I place a strong emphasis on transitions. Without skill in transitioning, intense neutral witnessing practices can land us in dissociated, depersonalized states—and that is definitely not the purpose of meditation.

With too quick or too intense an activation, the amygdala, governing fear and flight, may flash intense signals of danger and fear through our system.

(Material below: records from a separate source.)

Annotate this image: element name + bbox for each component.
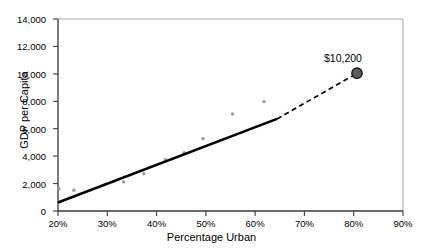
scatter-point (57, 187, 60, 190)
x-tick-label: 40% (137, 218, 177, 229)
y-axis-ticks (53, 19, 58, 211)
y-tick-label: 14,000 (2, 14, 46, 25)
x-tick-label: 60% (235, 218, 275, 229)
x-tick-label: 20% (38, 218, 78, 229)
trend-line-dashed (277, 74, 357, 119)
scatter-point (122, 180, 125, 183)
scatter-points (57, 100, 265, 192)
y-axis-title: GDP per Capita (18, 40, 30, 180)
x-tick-label: 90% (383, 218, 423, 229)
scatter-point (262, 100, 265, 103)
x-tick-label: 70% (284, 218, 324, 229)
x-tick-label: 50% (186, 218, 226, 229)
scatter-point (231, 112, 234, 115)
trend-line-solid (58, 119, 277, 203)
x-axis-ticks (58, 211, 403, 216)
x-tick-label: 30% (87, 218, 127, 229)
projected-value-label: $10,200 (324, 52, 362, 64)
y-tick-label: 2,000 (2, 179, 46, 190)
y-tick-label: 0 (2, 206, 46, 217)
scatter-point (201, 137, 204, 140)
scatter-point (72, 189, 75, 192)
x-axis-title: Percentage Urban (0, 231, 423, 243)
plot-canvas (0, 0, 423, 252)
x-tick-label: 80% (334, 218, 374, 229)
scatter-point (142, 172, 145, 175)
projected-value-marker[interactable] (352, 68, 362, 78)
gdp-vs-urbanization-scatter-chart: 0 2,000 4,000 6,000 8,000 10,000 12,000 … (0, 0, 423, 252)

This is a central neural basis for the similarities between transpersonal states and traumatic experiences.

Blasting Into Higher Consciousness?

Many people have described how trauma literally blasted them into a higher state of consciousness, and many meditators have experienced a higher state of consciousness dropping them into a trauma state or a “dark night of the soul.”

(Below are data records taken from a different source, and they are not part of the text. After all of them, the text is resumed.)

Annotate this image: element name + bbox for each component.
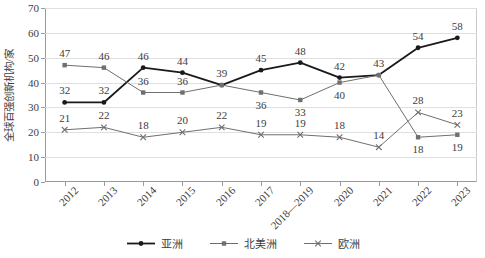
series-欧洲 — [62, 110, 460, 150]
x-axis-label-3: 2015 — [174, 184, 198, 208]
y-axis-tick-labels: 010203040506070 — [16, 8, 42, 182]
y-axis-tick-30: 30 — [28, 102, 39, 113]
y-axis-tick-40: 40 — [28, 77, 39, 88]
x-axis-tick-labels: 2012201320142015201620172018—20192020202… — [45, 182, 477, 228]
y-axis-tick-20: 20 — [28, 127, 39, 138]
y-axis-tick-10: 10 — [28, 152, 39, 163]
legend-label: 北美洲 — [244, 235, 277, 251]
y-axis-tick-70: 70 — [28, 3, 39, 14]
plot-area: 3232464439454842435458474636363633401819… — [45, 8, 477, 182]
y-axis-title-text: 全球百强创新机构/家 — [1, 49, 16, 142]
legend-item-亚洲[interactable]: 亚洲 — [126, 235, 183, 251]
chart-legend: 亚洲北美洲欧洲 — [0, 232, 485, 254]
line-chart: 全球百强创新机构/家 010203040506070 3232464439454… — [0, 0, 485, 258]
y-axis-title: 全球百强创新机构/家 — [0, 0, 16, 190]
legend-item-北美洲[interactable]: 北美洲 — [209, 235, 277, 251]
y-axis-tick-0: 0 — [34, 177, 40, 188]
x-axis-label-2: 2014 — [135, 184, 159, 208]
x-axis-label-8: 2021 — [370, 184, 394, 208]
legend-label: 亚洲 — [161, 235, 183, 251]
legend-label: 欧洲 — [338, 235, 360, 251]
legend-marker-icon — [126, 238, 156, 249]
series-lines — [45, 8, 477, 182]
x-axis-label-9: 2022 — [410, 184, 434, 208]
x-axis-label-1: 2013 — [95, 184, 119, 208]
y-axis-tick-60: 60 — [28, 27, 39, 38]
x-axis-label-5: 2017 — [252, 184, 276, 208]
legend-marker-icon — [209, 238, 239, 249]
x-axis-label-10: 2023 — [449, 184, 473, 208]
x-axis-label-7: 2020 — [331, 184, 355, 208]
x-axis-label-4: 2016 — [213, 184, 237, 208]
x-axis-label-0: 2012 — [56, 184, 80, 208]
legend-marker-icon — [303, 238, 333, 249]
legend-item-欧洲[interactable]: 欧洲 — [303, 235, 360, 251]
y-axis-tick-50: 50 — [28, 52, 39, 63]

If we tend to get caught up in traumatic experiences when meditating, we can shift to some conscious sympathetic activity, such as prostrations, mindful walking or running, or active yoga forms, or we can engage in washing floors, gardening, or just plain physical exercise.

Physical activity—at a level that energizes us, not one that drains us—will tend to regulate the nervous system. After twenty to thirty minutes, reasonably vigorous physical activity will also increase our production of endorphins—the body’s own morphine-like substances that can help extinguish or diminish traumatic activation.

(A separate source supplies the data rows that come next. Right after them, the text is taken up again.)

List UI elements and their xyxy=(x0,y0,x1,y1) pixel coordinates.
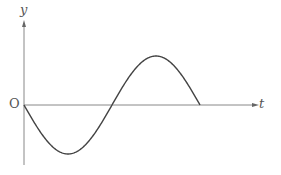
wave-diagram: y t O xyxy=(0,0,281,175)
graph-canvas xyxy=(0,0,281,175)
t-axis-label: t xyxy=(259,96,264,111)
y-axis-label: y xyxy=(20,2,27,17)
y-axis-arrow-icon xyxy=(22,20,26,27)
t-axis-arrow-icon xyxy=(252,103,259,107)
origin-label: O xyxy=(9,96,20,111)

Regulating Mood Levels with Music

As the explosion of streaming services on the internet can attest, music can also be used to regulate mood levels. Music affects many levels of consciousness, but in this context, we are interested in the deepest and most primitive levels, because that is where a strong positive sympathetic arousal must be activated to balance the traumatic circuit.

In researching powerful musical experiences, researchers found that the body triggers endorphins that we experience as a comfortable rush of energy or streaming sensations (Panksepp & Bernatzky, 2002). Not surprisingly, people reacted most strongly to their favorite music, while a group of chickens was most positively moved by Pink Floyd’s The Final Cut. Yes, chickens. We really are talking about primitive levels of consciousness!

Copyright 2022. All Rights Reserved.
Reprinted with permission. Publisher.
Healing Arts Press, an imprint of Inner Traditions Intl.

Article Source:

Neuroaffective Meditation

Neuroaffective Meditation: A Practical Guide to Lifelong Brain Development, Emotional Growth, and Healing Trauma
by Marianne Bentzen

book cover of: Neuroaffective Meditation: A Practical Guide to Lifelong Brain Development, Emotional Growth, and Healing Trauma by Marianne BentzenDrawing on her 25 years of research into brain development as well as decades of meditation practice, psychotherapist Marianne Bentzen shows how neuroaffective meditation--the holistic integration of meditation, neuroscience, and psychology--can be used for personal growth and conscious maturation. She also explores how the practice can help address embedded traumas and allow access to the best perspectives of growing older while keeping the best psychological attitudes of being young--a hallmark of wisdom. 

The author shares 16 guided meditations for neuroaffective brain development (along with links to online recordings), each designed to gently interact with the deep, unconscious layers of the brain and help you reconnect. Each meditation explores a different theme, from breathing in “being in your body”, to feeling love, compassion, and gratitude, to balancing positive and negative experiences. The author also shares a 5-part meditation centered on breathing exercises designed to balance your energy.

For more info and/or to order this book, click here. Also available as a Kindle edition.

About the Author

photo of the author: Marianne BentzenMarianne Bentzen is a psychotherapist and trainer in neuroaffective development psychology. The author and coauthor of many professional articles and books, including The Neuroaffective Picture Book, she has taught in 17 countries and presented at more than 35 international and national conferences.